EXCERPTED DATA:
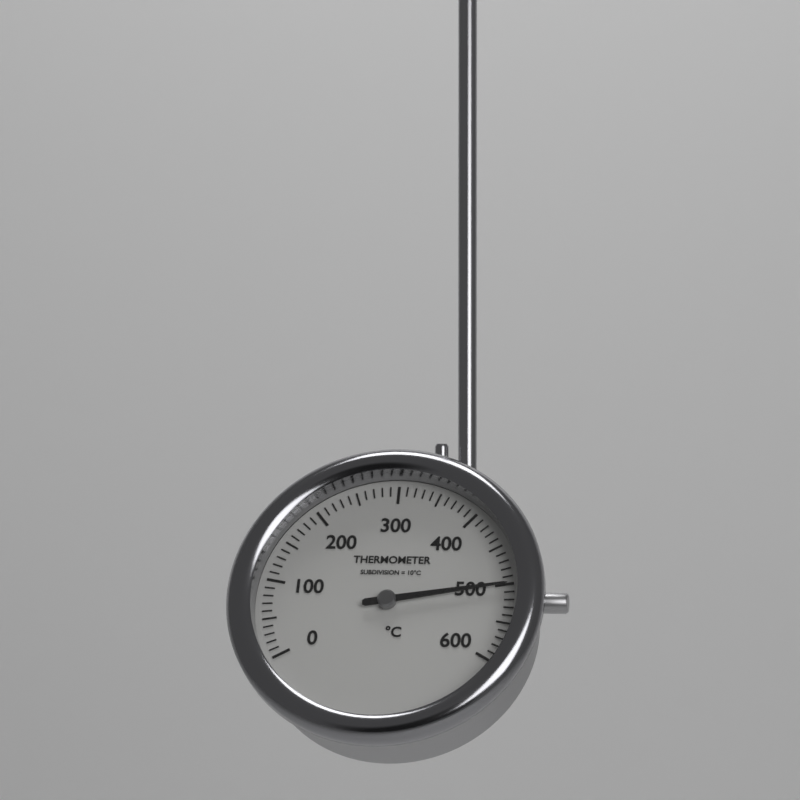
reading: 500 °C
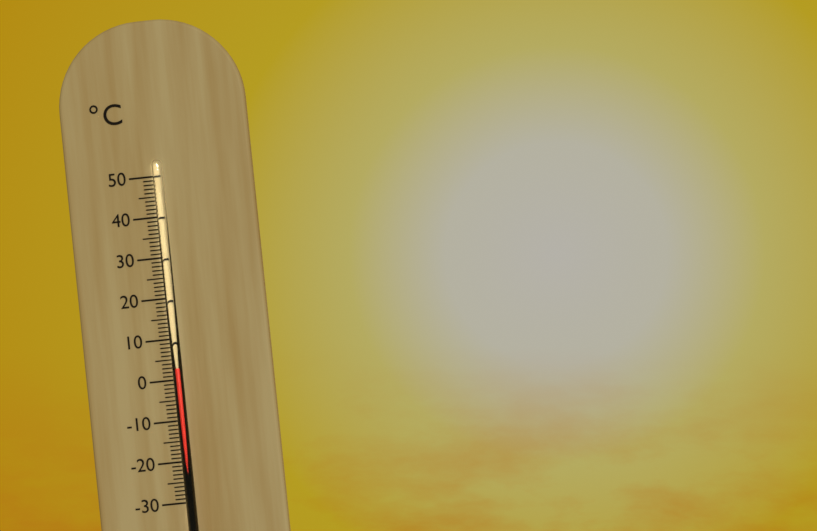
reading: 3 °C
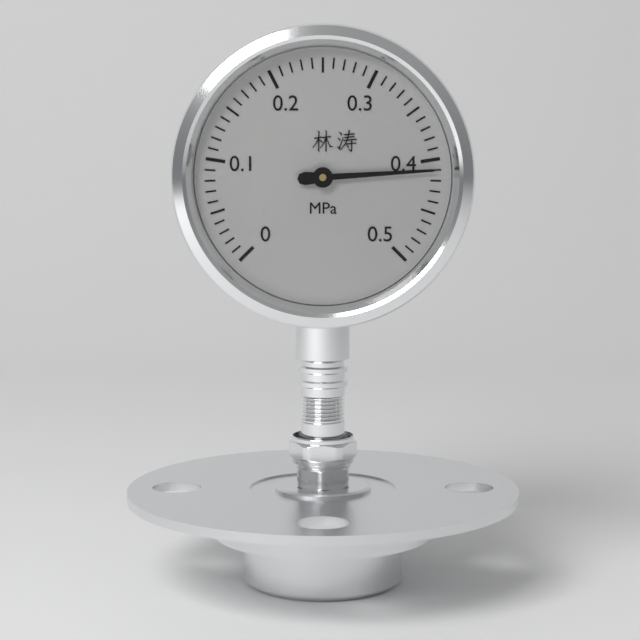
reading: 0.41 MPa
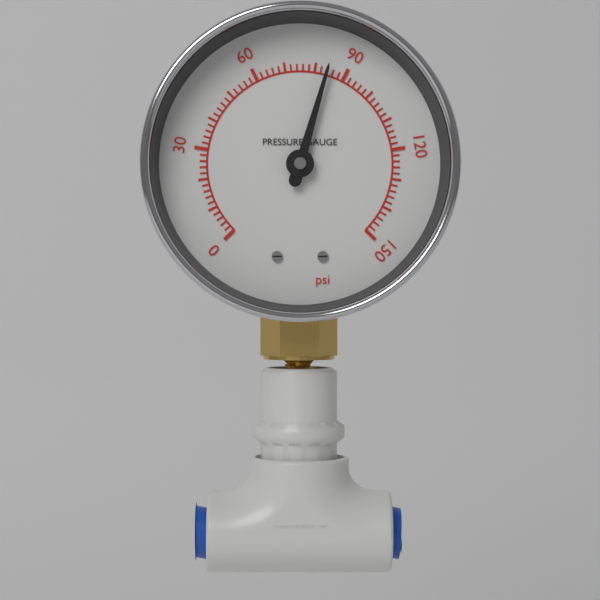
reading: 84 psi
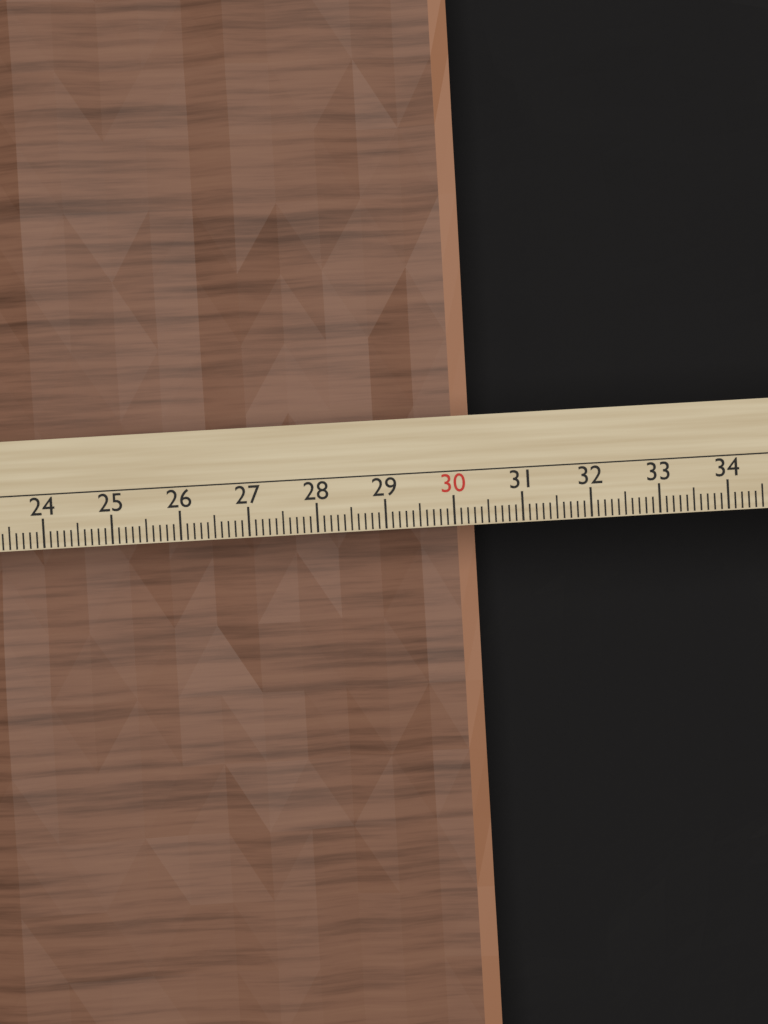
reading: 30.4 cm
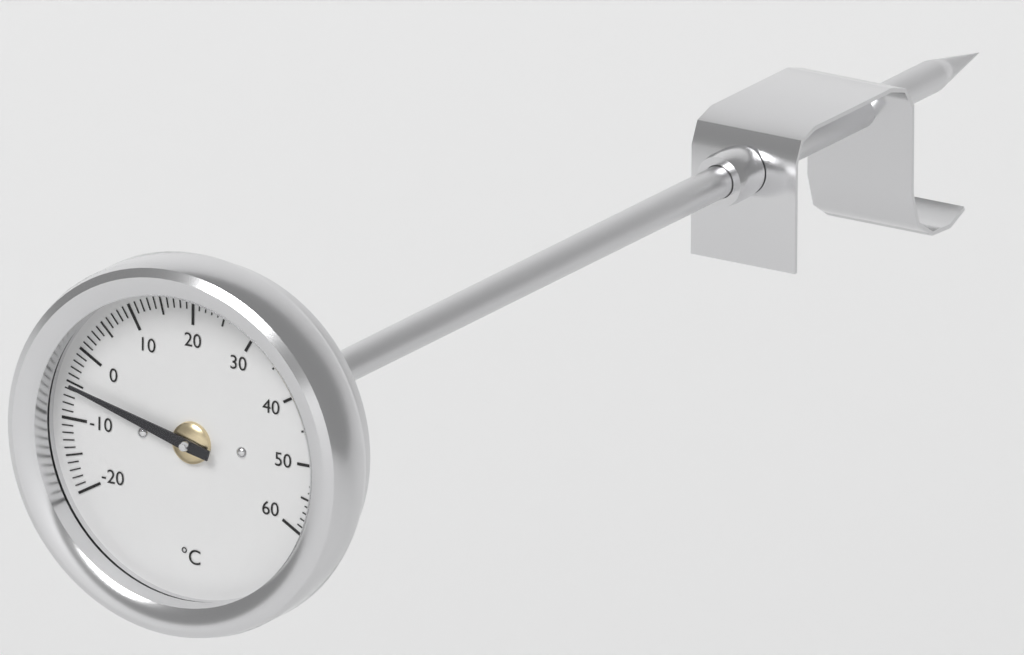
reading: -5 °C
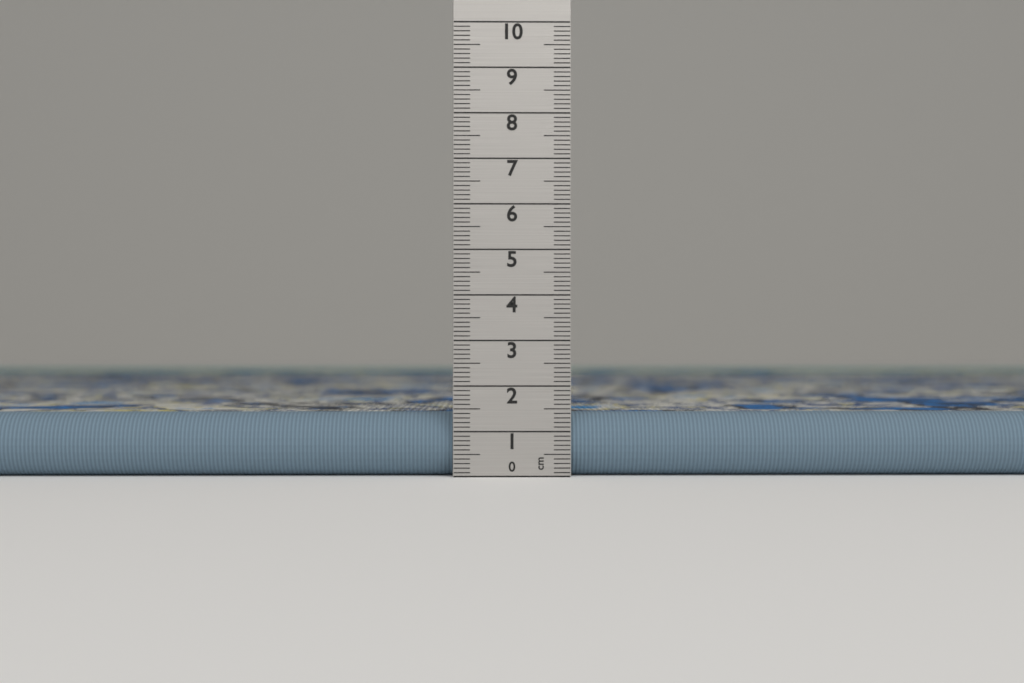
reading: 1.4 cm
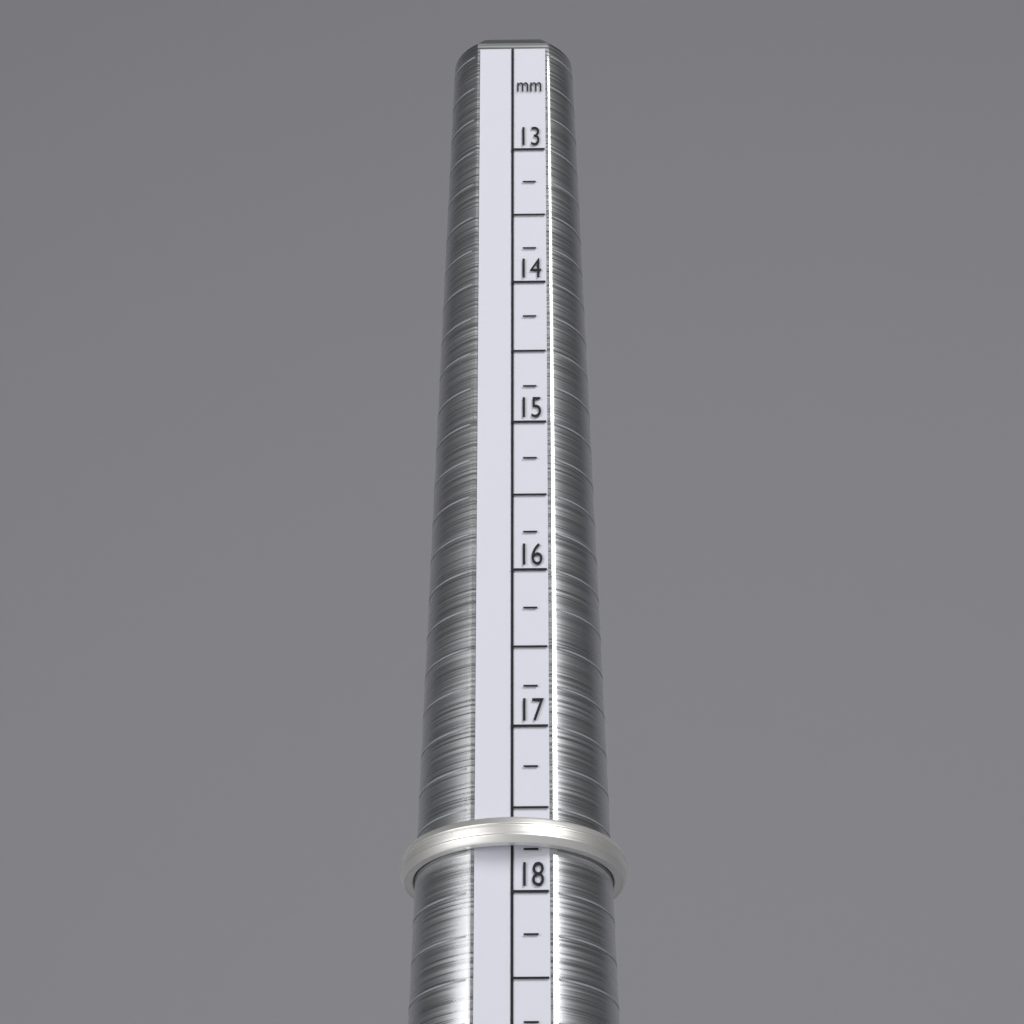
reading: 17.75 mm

PROBLEM TO WORK ON: Would you repeat the entries exactly, keeping the images out?

PROBLEM SOLUTION:
reading: 500 °C
reading: 3 °C
reading: 0.41 MPa
reading: 84 psi
reading: 30.4 cm
reading: -5 °C
reading: 1.4 cm
reading: 17.75 mm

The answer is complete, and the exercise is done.